Thanks to all who made it to Monday’s talk. I’ve put videos of the first hour of it into Ctools, the third section is uploading at a glacial pace.
A few extra notes: Brookings has just published a twitter census of Isis accounts. Here’s just one chart:
This Newsweek piece analysed some the study:
The authors discovered that supporters retweet content sent by others within the network as a way to counteract the high number of Twitter suspensions of key influencers.
“Part of the reason it is so effective is because it is organic, it’s from the audience that it is going after,” said Shahed Amanullah, a former senior adviser at the State Department. “These young people understand youth frustration, they understand the fascination with violence, they understand that imagery and graphics that you see in Hollywood will attract these people.”
My favourite quote, that sums it all up, “The kumbaya message does not fly through the Internet the way a beheading video does.”
But it’s clear that ISIS suspensions are bothering ISIS, who have threatened Twitter founder and employees. An ISIS ‘hit-list’ of US military culled from social media sites could also change the online behaviour of active military members, according to NBC news, which writes:
In response, they [the Defence department] advised the service members to stay off social media or limit their use of it.
The Defense Department has already gone to considerable lengths to educate service members on the risks of using social media, from posting geotagged photographs to writing about one’s whereabouts. Its recommendations — deactivate location data, don’t talk about coming travel, don’t accept friend requests from anyone you don’t trust — are similar to those that security experts advise for just about everyone, but with the stakes potentially higher.
About 45 percent of ISIS propaganda centers on its efforts to build and sustain the caliphate. Along with roadworks and local infrastructure, there’s messaging on traffic police, charity work, judicial systems, hospitals and agricultural projects…..“It’s really striking, the fact that a lot of the ISIS propaganda is their utopia narrative,” said Charlie Winter, a researcher at Quilliam, a London-based thinktank.
Interestingly, what we see is a small slice of ISIS’s public relations effort.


## [PROBLEM DESCRIPTION]
Among the entries below, only the lines from the one with "This screenshot has width=426, height=197." through the one with "Task: Click on the nav: Menu" are wanted, reproduced exactly. Pictures are not wanted.

[Collected data]
---*---

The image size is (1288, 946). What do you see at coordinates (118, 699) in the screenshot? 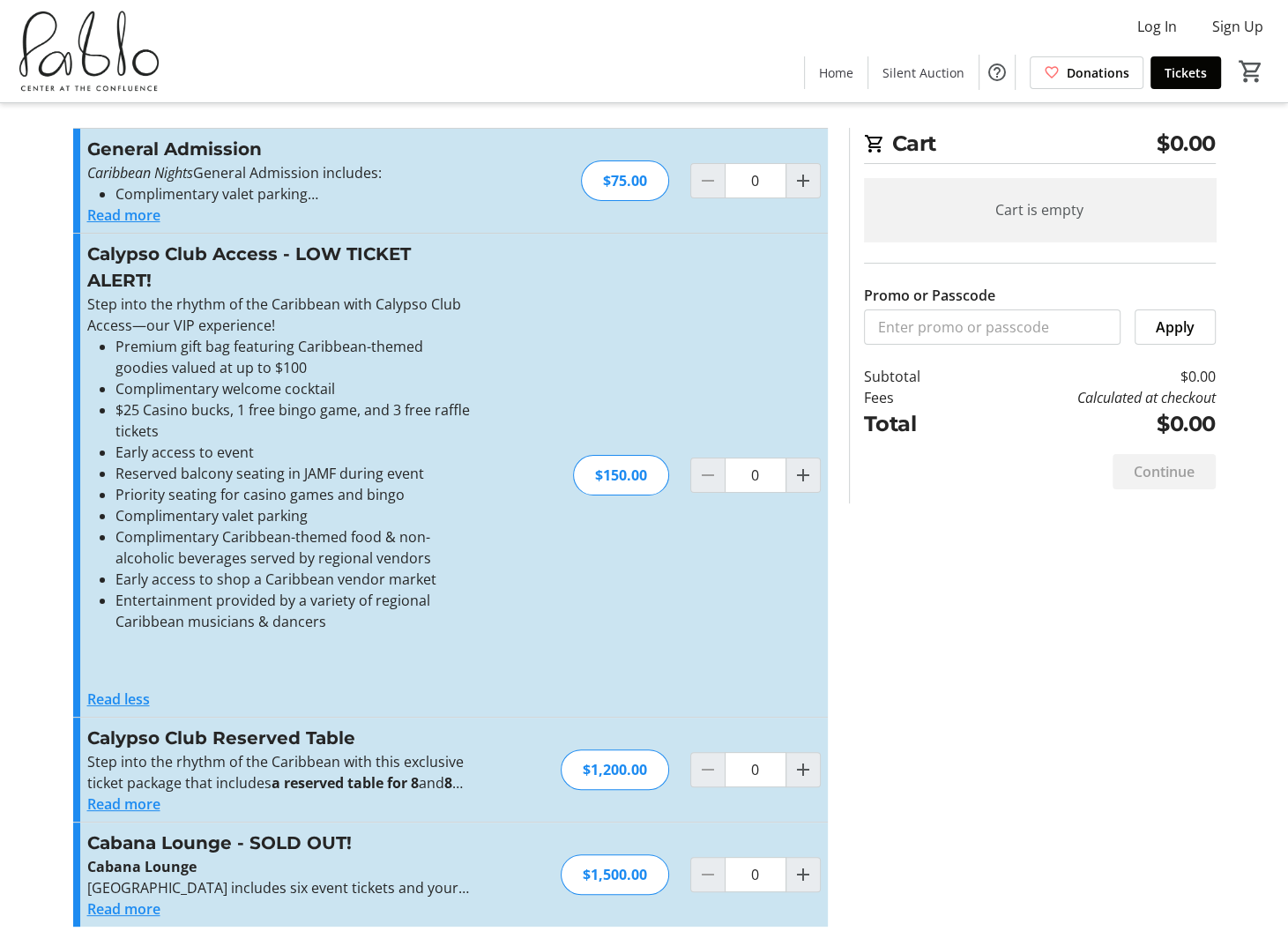
I see `button: Read less` at bounding box center [118, 699].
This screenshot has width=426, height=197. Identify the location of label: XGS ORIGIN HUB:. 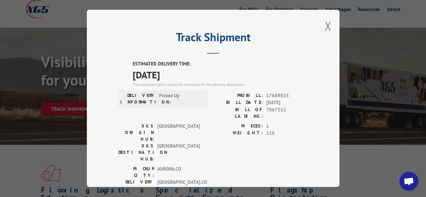
(136, 133).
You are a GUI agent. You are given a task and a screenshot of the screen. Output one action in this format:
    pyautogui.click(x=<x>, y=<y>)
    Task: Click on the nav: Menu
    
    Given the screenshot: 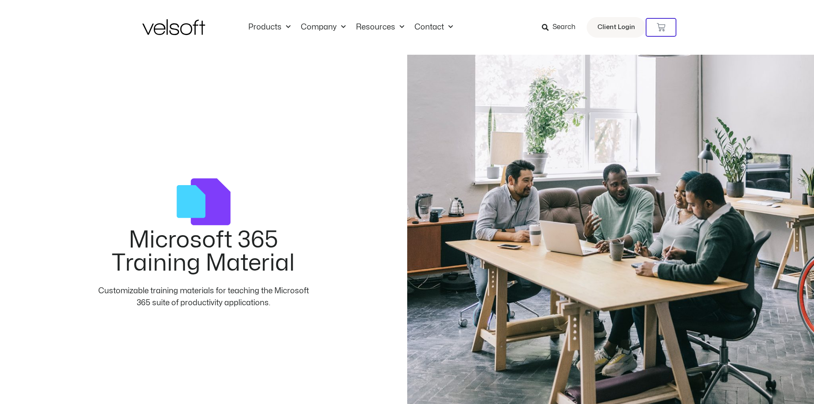 What is the action you would take?
    pyautogui.click(x=350, y=27)
    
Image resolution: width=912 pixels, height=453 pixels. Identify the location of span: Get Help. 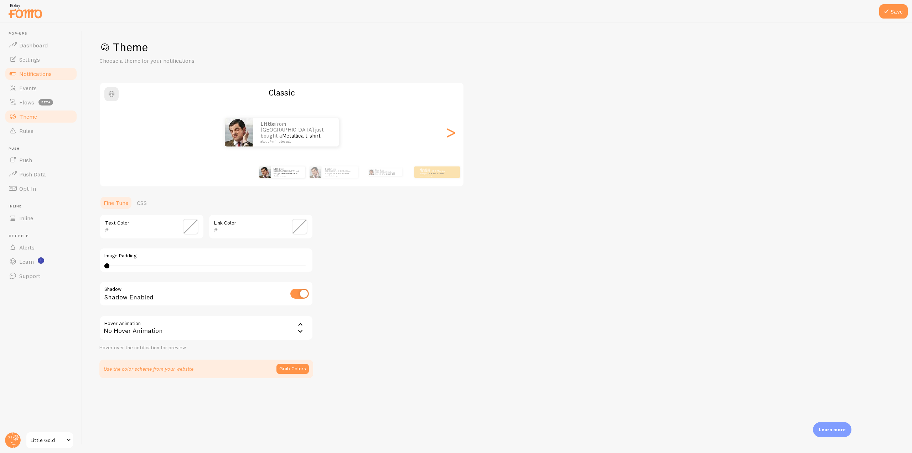
(43, 236).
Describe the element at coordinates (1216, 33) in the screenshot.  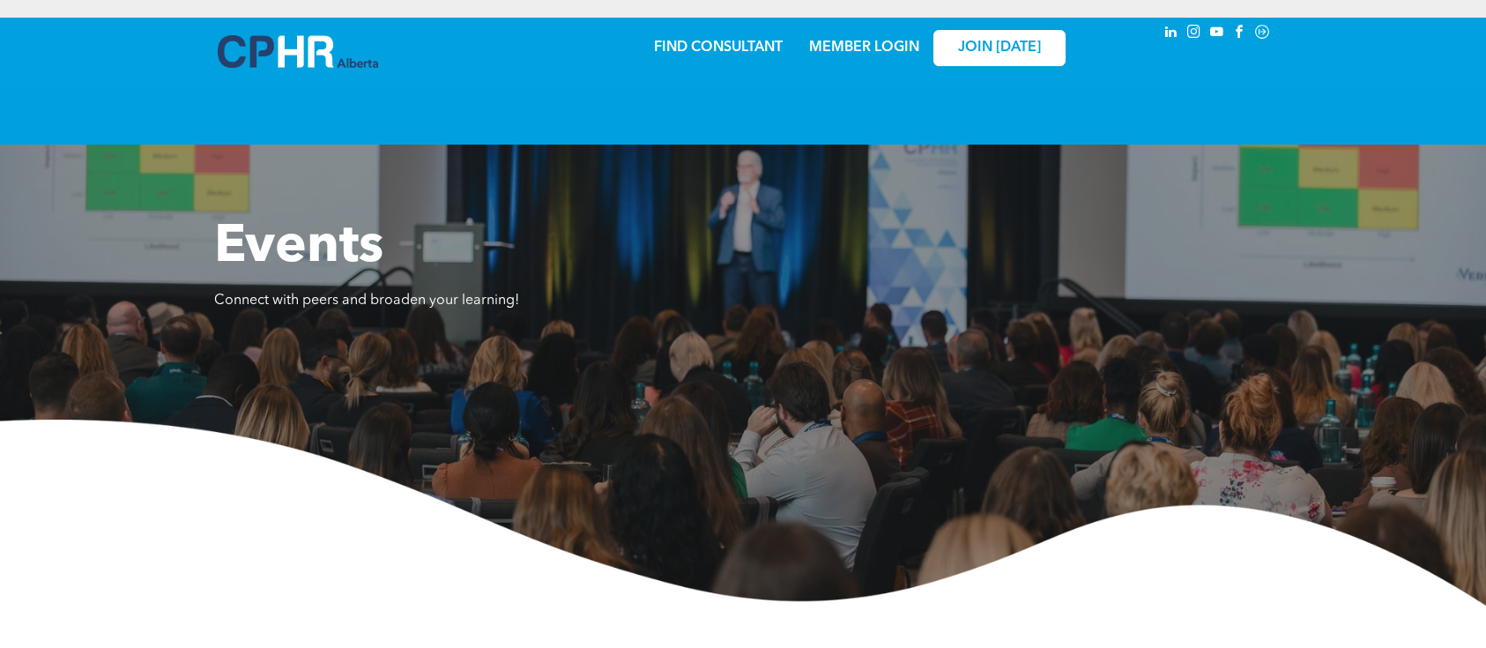
I see `a: youtube` at that location.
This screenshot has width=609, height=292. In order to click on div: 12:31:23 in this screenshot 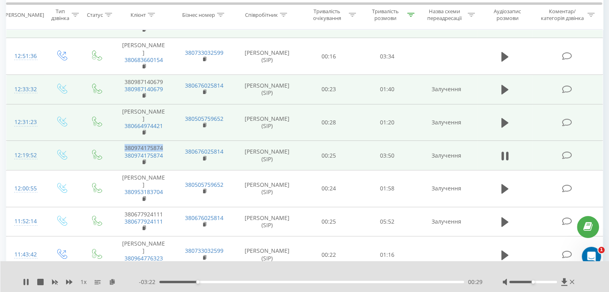, I will do `click(25, 122)`.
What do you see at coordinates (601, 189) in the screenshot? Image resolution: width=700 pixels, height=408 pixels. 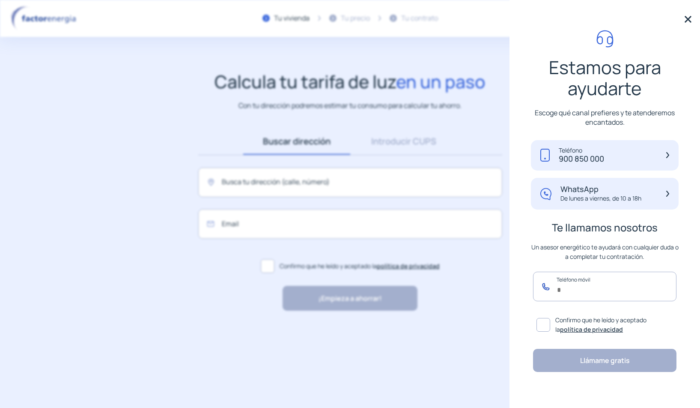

---*---

## [RESULT FOR THIS TASK]
This screenshot has width=426, height=197. Identify the location of label: XGS ORIGIN HUB:. 
(136, 133).
You are a GUI agent. You are given a task and a screenshot of the screen. Output one action in this format:
    pyautogui.click(x=<x>, y=<y>)
    Task: Click on the nav: Menu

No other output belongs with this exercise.